Underneath the video, which was running on Facebook last week, is printed, “winred.friendsofmarkrobinson.com”.

An accompanying print ad shows Robinson leaning on a post wearing a blue suit, white shirt, and red tie, with the words “I’m not African American. I am only American.”

Several social media posters who proudly refer to themselves as “African American” responded to Robinson’s controversial campaign message, with one calling it “madness,” and another posting, “Self-hatred is [a] terrible disease.”

This is by no means Lt. Gov. Robinson’s first, or only known attack on his own community since he took office in 2020.

Already infamous for rhetorically attacking women, LGBTQ and abortion rights advocates, a 2021 video of Robinson speaking at the NC Republican Party Convention shows the Greensboro native saying today’s Blacks aren’t owed anything for their ancestors’ suffering during slavery and the civil rights movement, but rather it is they who owe America reparations for the rights that have been earned for them.

“Nobody owes you anything. It’s you. You owe because you’ve been the benefactor of freedom,” Robinson continued, adding the standard Republican rhetoric that African Americans are not hard workers.

Several weeks ago, CNN reported that Robinson “repeatedly lambasted” the ’60s Civil Rights Movement “…during interviews with a conspiracy theorist podcaster, saying “so many freedoms were lost,” and “baselessly” claiming the movement was used “to subvert free choice and where you go to school and things like that.”

Robinson also called the historic Greensboro lunch counter sit-in by Black college students to challenge racial segregation, “a ridiculous premise.”

So, what did several North Carolina Democratic African American elected officials say about the racial rhetoric of Lt.
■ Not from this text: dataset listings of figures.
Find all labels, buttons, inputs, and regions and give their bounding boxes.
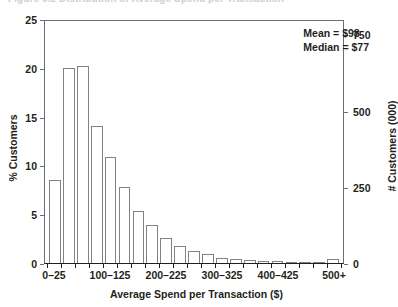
bar [174, 246, 186, 263]
bar [77, 66, 89, 263]
cropped-caption-sliver: Figure 6.2 Distribution of Average Spend… [0, 0, 393, 9]
x-axis-tick-mark [145, 264, 146, 268]
x-axis-tick-mark [173, 264, 174, 268]
bar [202, 254, 214, 263]
x-axis-tick-labels: 0–25100–125200–225300–325400–425500+ [0, 269, 393, 285]
x-axis-tick-label: 100–125 [90, 269, 131, 281]
bar [258, 261, 270, 263]
x-axis-tick-mark [327, 264, 328, 268]
bar [146, 225, 158, 263]
bar [63, 68, 75, 263]
bar [272, 261, 284, 263]
bar [327, 259, 339, 263]
y-axis-left: % Customers 0510152025 [0, 0, 44, 307]
bar [230, 259, 242, 263]
x-axis-tick-mark [61, 264, 62, 268]
x-axis-tick-mark [47, 264, 48, 268]
x-axis-tick-mark [131, 264, 132, 268]
x-axis-tick-mark [159, 264, 160, 268]
x-axis-tick-mark [75, 264, 76, 268]
bar [286, 262, 298, 263]
x-axis-title: Average Spend per Transaction ($) [0, 288, 393, 300]
y-axis-right-tick-mark [344, 112, 348, 113]
mean-annotation: Mean = $98 [303, 26, 369, 40]
x-axis-tick-mark [299, 264, 300, 268]
y-axis-left-tick-label: 10 [25, 160, 37, 172]
x-axis-tick-mark [89, 264, 90, 268]
y-axis-right-tick-mark [344, 264, 348, 265]
cropped-caption-text: Figure 6.2 Distribution of Average Spend… [8, 0, 284, 4]
bar [119, 187, 131, 263]
x-axis-tick-label: 200–225 [146, 269, 187, 281]
y-axis-left-tick-label: 5 [31, 209, 37, 221]
x-axis-tick-mark [229, 264, 230, 268]
x-axis-tick-mark [243, 264, 244, 268]
y-axis-right-tick-label: 250 [353, 182, 371, 194]
plot-area [44, 20, 344, 264]
bar [160, 238, 172, 263]
bar [49, 180, 61, 263]
bar [313, 262, 325, 263]
bar [91, 126, 103, 263]
x-axis-tick-mark [313, 264, 314, 268]
x-axis-tick-mark [341, 264, 342, 268]
x-axis-tick-mark [117, 264, 118, 268]
y-axis-right-tick-label: 500 [353, 106, 371, 118]
y-axis-right-tick-mark [344, 188, 348, 189]
x-axis-tick-mark [215, 264, 216, 268]
y-axis-left-tick-label: 20 [25, 63, 37, 75]
bar [105, 157, 117, 263]
bar [188, 251, 200, 263]
x-axis-tick-label: 400–425 [258, 269, 299, 281]
y-axis-left-label: % Customers [7, 88, 19, 208]
x-axis-tick-mark [187, 264, 188, 268]
bar-series [45, 21, 343, 263]
x-axis-tick-mark [271, 264, 272, 268]
bar [244, 260, 256, 263]
y-axis-right-label: # Customers (000) [386, 76, 398, 216]
bar [133, 211, 145, 263]
median-annotation: Median = $77 [303, 40, 369, 54]
bar [216, 258, 228, 263]
bar [299, 262, 311, 263]
y-axis-left-tick-label: 25 [25, 14, 37, 26]
stats-annotation: Mean = $98 Median = $77 [303, 26, 369, 54]
x-axis-tick-mark [257, 264, 258, 268]
y-axis-left-tick-label: 15 [25, 112, 37, 124]
x-axis-tick-mark [285, 264, 286, 268]
x-axis-tick-label: 0–25 [42, 269, 65, 281]
x-axis-tick-mark [103, 264, 104, 268]
x-axis-tick-mark [201, 264, 202, 268]
x-axis-tick-label: 300–325 [202, 269, 243, 281]
x-axis-tick-label: 500+ [322, 269, 346, 281]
Gov. Mark Robinson, and his views about the Civil Rights Movement reported by CNN?

“Mark Robinson is an embarrassment to North Carolina, and he should be ashamed of himself,” Democratic Senate Leader Dan Blue said.

“Mark Robinson’s claims and conspiracies are the ‘ridiculous premise’,” said Greensboro Senator Gladys Robinson. “He has a lot to learn from the courage displayed by the four North Carolina A&T students at Woolworth’s lunch counter on that February day in 1960.”

Former State Senator Floyd McKissick Jr. said, “Mark Robinson’s sentiments are so deeply disrespectful, out of touch with reality, and fail to understand the tremendous impact and gains born out of the Civil Rights Movement that opened the doors of opportunity for all regardless of race.”

“On behalf of the Legislative Black Caucus in North Carolina, we wholly condemn Mark Robinson’s comments,” said North Carolina Legislative Black Caucus Chair Rep. Kelly Alexander, Jr. “His ignorance is beyond reproach – we cannot have him represent North Carolina in the Governor’s office.”

North Carolina Democratic Party Chair Anderson Clayton issued a statement last week urging the NC Republican Party to disavow Robinson's "racist and antisemitic diatribes."

“If [the NCGOP] refuse to call out these hateful and incendiary comments," Clayton said, " they must own them as their own beliefs.”